General

Between the Pundits: “Moral obligations at best”

Not surprisingly, yesterday’s report from the Foreign Affairs committee, recommending that the government demand Omar Khadr’s repatriation to face charges under Canadian law, features a written dissent from the government. It complains that the report “downplays Mr. Khadr’s alleged crimes and ties to terrorism while framing the government’s failure to repatriate him as a violation of Canadian laws,” and that it exaggerates the feasibility of trying him under Canadian law and restricting his movements, associations and activities once he returns. As position papers go, it’s not particularly substantial or groundbreaking—its basic message is “that a balance [must] be struck between individual rights and national security considerations.” But given that it’s not Peter Van Loan accusing Stéphane Dion of making sweet love to Mullah Omar, it’s pretty much the best we have to go on. So, a few thoughts:

The dissent raises the “child soldier” issue only to note that “there is nothing in the optional protocol on the involvement of children in armed conflict, customary international law, Canadian law, or U.S. federal law that bars the prosecution of a minor for war crimes.” This is true, though, since the government brought it up, it’s worth noting the optional protocol also demands that child soldiers be offered “all appropriate assistance for their physical and psychological recovery and their social reintegration.” Which brings us to this: “If returned to Canada, the government believes Mr. Khadr would have no other recourse than to reestablish his ties with his family, a group of suspected terrorist-sympathizers espousing an extremists [sic] ideology.”

This is indeed a legitimate concern—which Khadr’s lawyers are trying to address. But sadly, this is the sort of thing that happens when your father takes you to Afghanistan at age 10, moves you into Osama bin Laden’s compound at age 12, enrolls you in terrorist training and then dies in a firefight with invading infidels. Eventually you find yourself alone in a mud hut besieged by American soldiers with two bullet holes in your chest, praying for death. Beyond outfitting Omar in a boy scout uniform with a slingshot in the back pocket, it’s difficult to imagine what more Ahmed Said Khadr could have done to make his son eligible for the full slate of child soldier protections. If the government simply doesn’t believe in the concept of child soldiers, it should probably set about un-ratifying the protocol. In the meantime, given its justifiable concerns over the remaining Khadrs, perhaps it could explain why it (and its hideous Liberal forbears, of course) has allowed Karim Khadr—who was paralyzed at age 14 in the same 2003 firefight that killed his father—to live with his mother in Toronto for the last four years.

The government is also very perplexed by the short shrift the committee gave to Washington lawyer Howard Anglin, the witness who argued (in the government’s words) “that Canada’s obligations to Omar Khadr are moral obligations at best”—phew!—and that “leaving his fate in the hands of the United States should not linger negatively in the moral conscious [sic] of the nation.” This is particularly ironic in light of the government’s dismissal of Craig Forcese’s University of Ottawa law students, who exhaustively studied and assessed the options for charging Khadr under Canadian law, as “well-intentioned, yet inexperienced.”

Anglin’s name rattled around in my brain for a few days at the time of his testimony until it clicked: he wrote a really excellent food-and-drink column for the McGill Tribune‘s A&E section, of which I was co-editor. In 1998. He struck me as a really swell guy, and he seems to be building a successful practice “counsel[ling] telecommunications, insurance and other clients regarding arbitrations and appellate litigation in state and federal courts and in connection with matters before federal agencies.” (He also writes articles with Alykhan Velshi, who, as Colleague O’Malley noted last month, works in Jason Kenney’s office.) But a legal titan he is not. In fact, though the Kenney connection at least explains how he came to the government’s attention, some might say that calling an unknown quantity such as Anglin before the committee to counterbalance a Canada Day Parade of distinguished voices who supported Khadr’s repatriation was kind of… pathetic. (No offence intended, Howard, if I can still call you that. Hope you enjoyed Ottawa.)

Finally, and perhaps most curiously, the government argues that “Mr. Khadr could become a litmus test on Canada’s commitment to impeding global terrorism.” Jeez, even after all those years and flag-draped coffins in Afghanistan, eh? It’s certainly possible the Americans would prefer Khadr stick around in Cuba. As Lt. Cmdr. William Kuebler, Khadr’s fabulously pugnacious military lawyer, told a House of Commons committee last month, prosecutors once saw Khadr’s case—”the fact that he had allegedly killed a soldier, that there was a real victim, that there was a family, and so forth”—as one on which they could pin the validity of the whole military tribunal process. But that was before those doofuses at the US Supreme Court got their grubby little freedom-hating paws into the mix, reducing Guantanamo’s credibility to crisis levels. Australia repatriated its detainees, as did Britain, and George W. Bush still takes calls from their prime ministers’ offices as far as we know. So what’s the difference? Is it because we didn’t go to Iraq?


Task — Please retype every record exactly as it appears, omitting the pictures.

Input records —
Start of Block
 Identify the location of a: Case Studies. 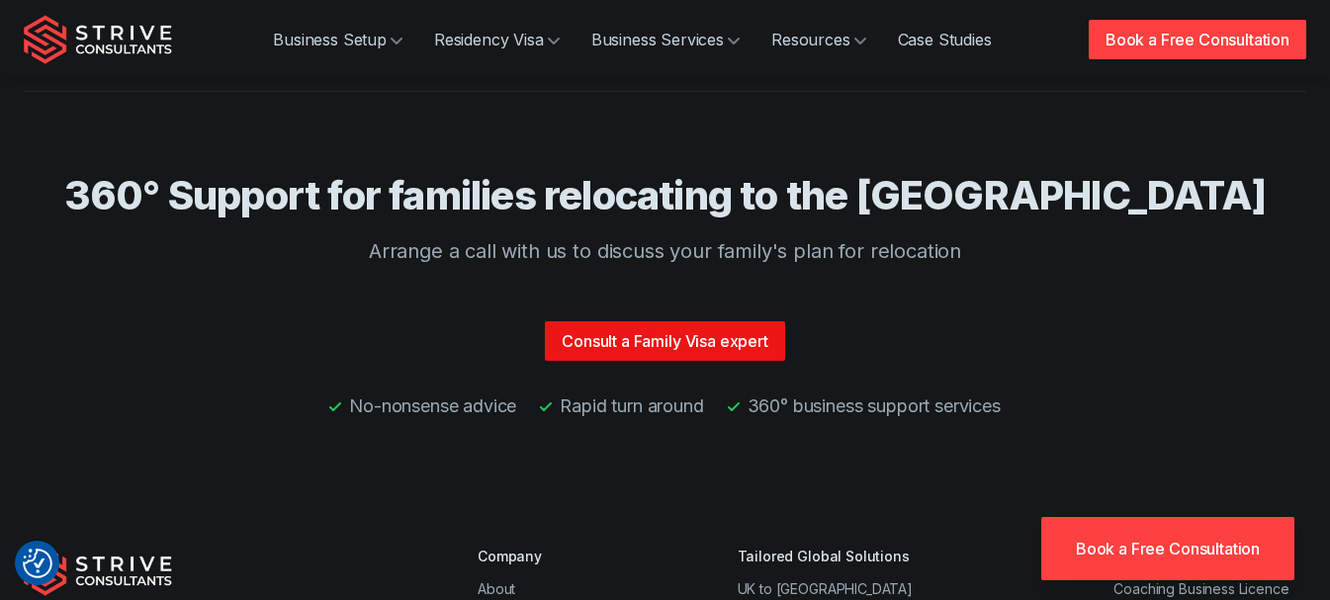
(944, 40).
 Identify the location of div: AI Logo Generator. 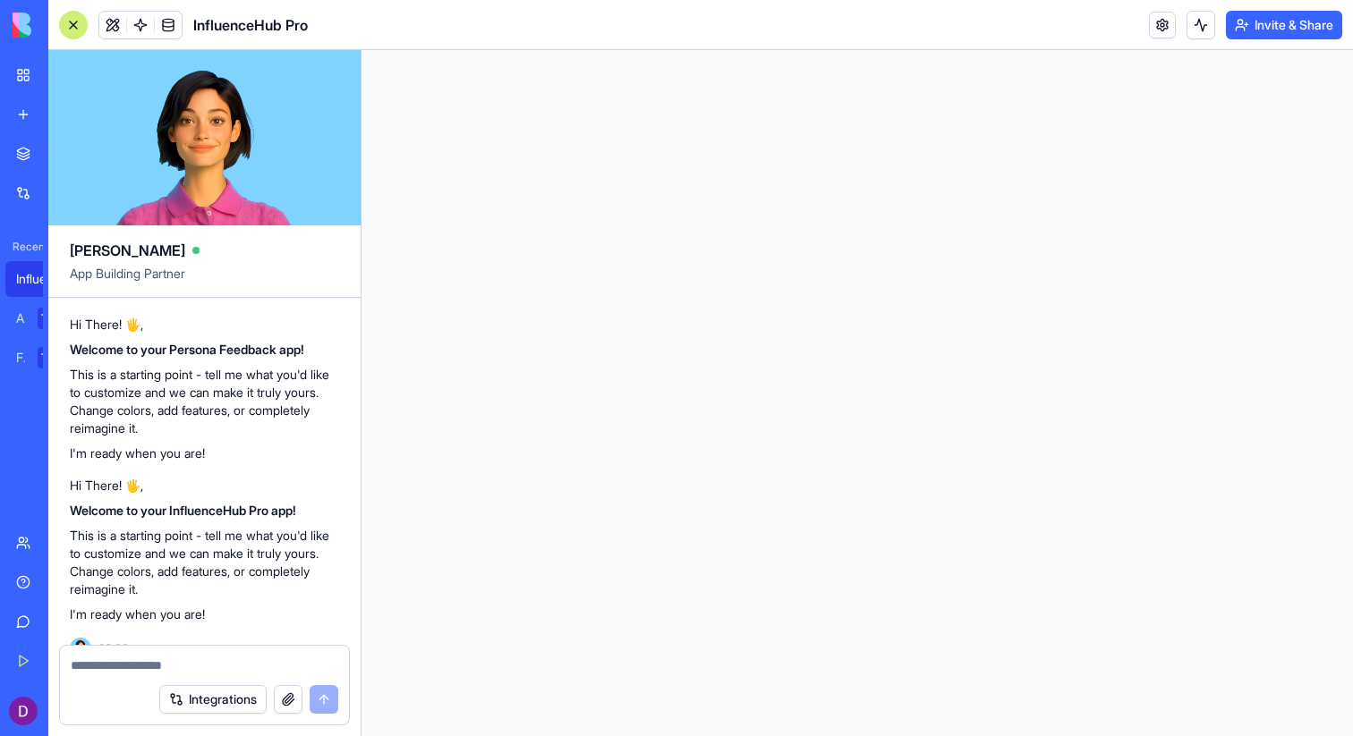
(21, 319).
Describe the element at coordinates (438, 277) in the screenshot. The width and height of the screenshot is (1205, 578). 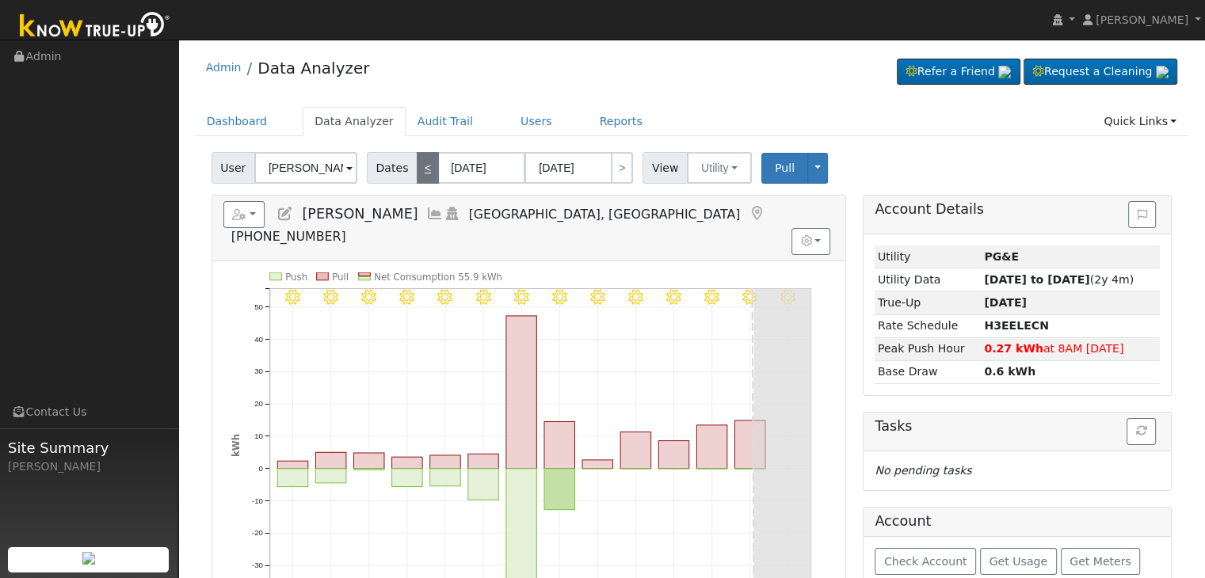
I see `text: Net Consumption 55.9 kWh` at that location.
End of Block
Written response —
 Identify the location of a: Case Studies. 
(944, 40).
 Identify the location of div: AI Logo Generator. 
(21, 319).
Describe the element at coordinates (438, 277) in the screenshot. The width and height of the screenshot is (1205, 578). 
I see `text: Net Consumption 55.9 kWh` at that location.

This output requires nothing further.